Anyone who buys organically is buying after the HFT firms have made their buying decisions on the entirety of the market, it's not possible to "wait a day or two". The deal will be incrementally worse as these firms extract value, your price will be the one that all of these firms deemed "meh".
It's like walking into a grocery store and the banana you really want it 1$ and you'll buy. Because that's the price that highly sophisticated middlemen between the store and you have determined to be good.
The liquidity argument is abstract and unquantifyable enough to be used as a fig leaf for the industry. Real investors who are in it for fundamental values, dividends or strategy don't need to sell in a nanosecond. Now that you can sell in a nanosecond your deal is bad, as in the moment you hear of the Volkswagen scandal all the trading algorithms are done with their work already.
> Now that you can sell in a nanosecond your deal is bad, as in the moment you hear of the Volkswagen scandal all the trading algorithms are done with their work already.
You can only sell in a nanosecond because someone else is willing to buy in a nanosecond. And if your goal is to earn money trading in time horizons of minutes or hours or even days, you probably are not equipped to do that as a retail investor.
Why should you have the right to dump VW after the scandal and not someone else? What about an investor that did not read the news until the next day?
> The deal will be incrementally worse as these firms extract value, your price will be the one that all of these firms deemed "meh".
No one owes you arbitrage opportunity. If you think the banana is worth $1, then it is worth $1. Maybe a nanosecond ago you could have bought it at $.999999, but as long as you still think it is worth $1, then what is the problem with paying $1?
Not the right place to debate further but it seems this topic seems to be underdiscussed or I present my points not well enough. Certainly my goal is neither to earn money in horizons of days, nor to have arbitrage opportunities at all. All of that is nonsense and would assume the legitimacy of people who sit in front of computer screens looking at stock charts. Value creating is a long term endeavour and so should be investing.
If we let go of the mentality to "dump VW after the scandal before someone else" we find ourselves with bad news about VW and new conclusions about a good value for the stock and people buying and selling accordingly after all have ready their morning paper. A small Tobin tax or other technical measures can prevent unethical actors from taking the banana out of your shopping cart and pricing it within nanoseconds.
The supply-and-demand maximalism is a holdover from anticommunist thinking and ignores market distortions like Zillow's real estate buying.
It's like walking into a grocery store and the banana you really want it 1$ and you'll buy. Because that's the price that highly sophisticated middlemen between the store and you have determined to be good.
The liquidity argument is abstract and unquantifyable enough to be used as a fig leaf for the industry. Real investors who are in it for fundamental values, dividends or strategy don't need to sell in a nanosecond. Now that you can sell in a nanosecond your deal is bad, as in the moment you hear of the Volkswagen scandal all the trading algorithms are done with their work already.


§ Work instructions
Each record that follows should be duplicated exactly, except for its pictures.

[[ Task inputs, beginning ]]

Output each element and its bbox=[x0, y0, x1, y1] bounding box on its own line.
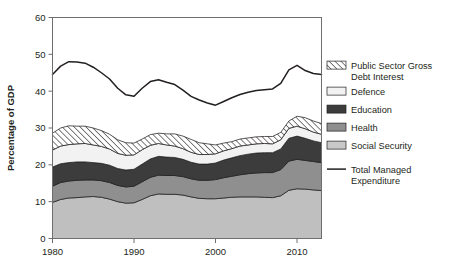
legend-item[interactable]: Total ManagedExpenditure bbox=[327, 165, 411, 187]
y-tick-label: 20 bbox=[35, 159, 46, 170]
y-tick-label: 50 bbox=[35, 49, 46, 60]
y-axis: 0102030405060 bbox=[35, 12, 53, 244]
legend-swatch-social bbox=[327, 141, 346, 149]
x-axis: 1980199020002010 bbox=[42, 239, 308, 257]
legend-swatch-education bbox=[327, 105, 346, 113]
line-total-managed-expenditure bbox=[53, 62, 322, 105]
y-tick-label: 10 bbox=[35, 196, 46, 207]
y-tick-label: 30 bbox=[35, 122, 46, 133]
legend-label: Public Sector Gross bbox=[351, 61, 433, 71]
legend-swatch-defence bbox=[327, 87, 346, 95]
legend-item[interactable]: Education bbox=[327, 105, 392, 115]
x-tick-label: 1980 bbox=[42, 246, 63, 257]
legend-swatch-hatch bbox=[327, 61, 346, 69]
legend-label: Social Security bbox=[351, 141, 412, 151]
y-tick-label: 60 bbox=[35, 12, 46, 23]
legend-label: Education bbox=[351, 105, 392, 115]
y-axis-title: Percentage of GDP bbox=[5, 84, 16, 171]
legend-label: Defence bbox=[351, 87, 385, 97]
legend-label-line2: Expenditure bbox=[351, 176, 400, 186]
legend-item[interactable]: Defence bbox=[327, 87, 385, 97]
legend-item[interactable]: Health bbox=[327, 123, 378, 133]
legend-label: Health bbox=[351, 123, 378, 133]
stacked-areas bbox=[53, 116, 322, 238]
x-tick-label: 1990 bbox=[123, 246, 144, 257]
chart-figure: 01020304050601980199020002010Percentage … bbox=[0, 0, 455, 273]
legend-item[interactable]: Public Sector GrossDebt Interest bbox=[327, 61, 433, 83]
y-tick-label: 0 bbox=[40, 233, 45, 244]
legend-item[interactable]: Social Security bbox=[327, 141, 412, 151]
legend-swatch-health bbox=[327, 123, 346, 131]
legend: Public Sector GrossDebt InterestDefenceE… bbox=[327, 61, 433, 187]
x-tick-label: 2000 bbox=[205, 246, 226, 257]
legend-label-line2: Debt Interest bbox=[351, 72, 404, 82]
x-tick-label: 2010 bbox=[286, 246, 307, 257]
legend-label: Total Managed bbox=[351, 165, 411, 175]
y-tick-label: 40 bbox=[35, 86, 46, 97]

[[ Task inputs, end ]]

§ The answer
Output each element and its bbox=[x0, y0, x1, y1] bounding box on its own line.
legend-item[interactable]: Total ManagedExpenditure bbox=[327, 165, 411, 187]
y-tick-label: 20 bbox=[35, 159, 46, 170]
y-tick-label: 50 bbox=[35, 49, 46, 60]
y-axis: 0102030405060 bbox=[35, 12, 53, 244]
legend-swatch-social bbox=[327, 141, 346, 149]
x-axis: 1980199020002010 bbox=[42, 239, 308, 257]
legend-swatch-education bbox=[327, 105, 346, 113]
line-total-managed-expenditure bbox=[53, 62, 322, 105]
y-tick-label: 10 bbox=[35, 196, 46, 207]
y-tick-label: 30 bbox=[35, 122, 46, 133]
legend-label: Public Sector Gross bbox=[351, 61, 433, 71]
legend-swatch-defence bbox=[327, 87, 346, 95]
legend-item[interactable]: Education bbox=[327, 105, 392, 115]
x-tick-label: 1980 bbox=[42, 246, 63, 257]
legend-swatch-hatch bbox=[327, 61, 346, 69]
legend-label: Social Security bbox=[351, 141, 412, 151]
y-tick-label: 60 bbox=[35, 12, 46, 23]
legend-label: Education bbox=[351, 105, 392, 115]
y-axis-title: Percentage of GDP bbox=[5, 84, 16, 171]
legend-label: Defence bbox=[351, 87, 385, 97]
legend-label-line2: Expenditure bbox=[351, 176, 400, 186]
legend-item[interactable]: Defence bbox=[327, 87, 385, 97]
legend-item[interactable]: Health bbox=[327, 123, 378, 133]
legend-label: Health bbox=[351, 123, 378, 133]
stacked-areas bbox=[53, 116, 322, 238]
x-tick-label: 1990 bbox=[123, 246, 144, 257]
chart-figure: 01020304050601980199020002010Percentage … bbox=[0, 0, 455, 273]
legend-item[interactable]: Public Sector GrossDebt Interest bbox=[327, 61, 433, 83]
y-tick-label: 0 bbox=[40, 233, 45, 244]
legend-item[interactable]: Social Security bbox=[327, 141, 412, 151]
legend-swatch-health bbox=[327, 123, 346, 131]
legend: Public Sector GrossDebt InterestDefenceE… bbox=[327, 61, 433, 187]
x-tick-label: 2000 bbox=[205, 246, 226, 257]
legend-label-line2: Debt Interest bbox=[351, 72, 404, 82]
x-tick-label: 2010 bbox=[286, 246, 307, 257]
legend-label: Total Managed bbox=[351, 165, 411, 175]
y-tick-label: 40 bbox=[35, 86, 46, 97]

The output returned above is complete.